Cuberta do catálogo de pezas do laboratorio da quinta etapa de Sargadelos, 1969
Cuberta do catálogo de pezas do laboratorio da quinta etapa de Sargadelos, 1969

From the very start, the new Sargadelos demonstrated its links to the historical Sargadelos: it fostered the conservation of the old industrial complex and spread and publicised its history in exhibitions and research published by Ediciós do Castro.

In 1972 the old complex was declared a historical and artistic site, and later the Ministry of Culture restored the Casa da Administración. This is now the headquarters of the Royal Sargadelos Trust, which is responsible for protecting the complex as a whole.

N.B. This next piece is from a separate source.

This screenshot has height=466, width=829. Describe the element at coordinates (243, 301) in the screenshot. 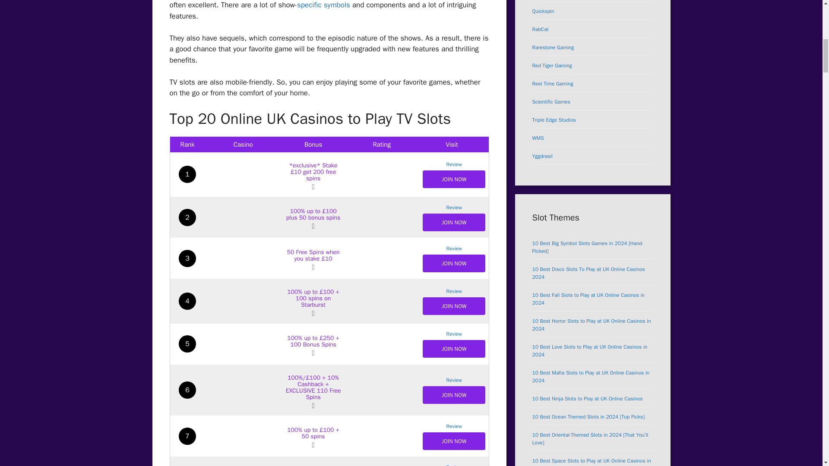

I see `Cosmic Spins` at that location.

In 1994, the Instituto Galego de Información, with Isaac Díaz Pardo as the leading figure, was the main promotor of the exhibition organised in the Museum of the Galician People about Las Reales Fábricas de Sargadelos, the Army and the Navy, organised by the Ministry of Defence and the Royal Sargadelos Trust. It was accompanied by the publication of a catalogue in eight volumes, published by Ediciós do Castro, including sources and historical research on the old Sargadelos.

The new Sargadelos demonstrated its links to the historical Sargadelos: in 1972 the old complex was named a historical and artistic site.

Interior da fábrica de Sargadelos
Interior da fábrica de Sargadelos

The Sargadelos factory, together with that of Castro, would continue to operate under the management of Díaz Pardo until in the early 2000s a business decision by other partners would remove him from positions of control. Currently, after overcoming many obstacles, the ovens of Castro and Sargadelos continue to operate with a project that is more commercial and less cultural.